His early life was pretty ordinary, except he was an incredibly deep sleeper.
One evening, his family went to the theater, and he stayed home.
When they returned that night, they couldn’t get him to wake up, no matter how loud they yelled and pounded on the door.
They ended up having to break into their own house!
This “trivial” fact is an important key to his teachings.
Even as a youngster, he knew deep sleep is absolute bliss.
Our problem, essentially, is that we woke up this morning.
Is that not when our troubles began?
We didn’t wake up enlightened, so we don’t see sleep as the answer.
We do recognize that sleep is an untroubled state.
This wonderful state didn’t fix everything, so we think something must be veiling the truth, even there.
Sri Ramana said this idea is correct, but only from the perspective of the waking state.
When we’re “awake,” sleep seems to be a phase of our bodily existence.
In reality, it’s a door.
Both the waking and dream states are superimposed on the state of deep sleep, which is the natural state.
It’s all the mind, imagining things.
In seeking the source of this activity, we find non-activity, or stillness.

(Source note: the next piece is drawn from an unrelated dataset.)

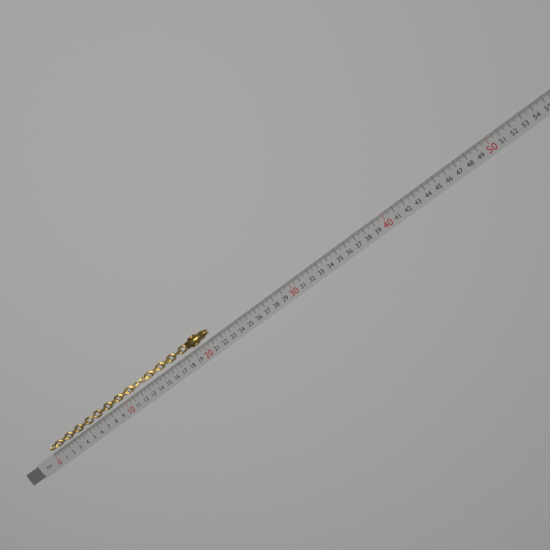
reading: 21.2 cm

This is the natural state.
All that is required to realize the Self is to be still. What could be simpler than that?
- Ramana Maharshi
A
The narrative you’ve shared captures the core of **Ramana Maharshi’s** teaching on *Sushupti* (deep sleep) as a pointer to the *Atman* (the Self).
### The Ontological Shift
The perspective offered here represents a radical reversal of how we typically view our daily experience:
* **The Conventional View:** We see the waking state as "real" and deep sleep as a temporary void or a lapse in consciousness.
* **The Advaitic View:** The waking and dream states are seen as transient, activity-based "superimpositions" that appear within consciousness. Deep sleep is not an absence of consciousness, but consciousness without the "subject-object" split.
### The Significance of the "Deep Sleeper" Anecdote
The anecdote about Ramana’s childhood highlights that the tendency toward this "natural state" (*Sahaja Sthiti*) was present in him from the beginning. By framing deep sleep as a state of "absolute bliss," he identifies it as the baseline of our existence—an experience we all have nightly, yet fail to recognize as the goal of our spiritual inquiry.
When he suggests our troubles began when we "woke up," he is pointing to the rise of the **"I-thought"** (the ego-mind). As soon as the mind arises, it creates a divide between the knower and the known, which is the source of all conflict and restlessness.
### Key Philosophical Pillars
* **The Doorway:** If deep sleep is devoid of the mental activity that characterizes our suffering, it serves as a "door" to the truth of what we are. The practice is not to try to *enter* that state, but to realize that it is the constant background of all other states.
* **Stillness as Self-Realization:** When you seek the source of the mind's activity, you arrive at the witness—the stillness that remains whether the mind is active (waking) or silent (sleep).
* **The Simplicity of the Method:** Ramana’s core instruction, *"All that is required to realize the Self is to be still,"* suggests that realization is not an achievement or an acquisition of knowledge, but a process of *subtraction*. It is the quiet letting go of the projections that obscure our fundamental nature.
This shift in focus—from seeking an experience to recognizing the constant, underlying reality—is the hallmark of the *Atma-Vichara* (Self-enquiry) path.
In your own exploration of these ontological systems, how do you find this concept of "stillness" compares to the frameworks you've studied within the Buddhist and Vedantic traditions?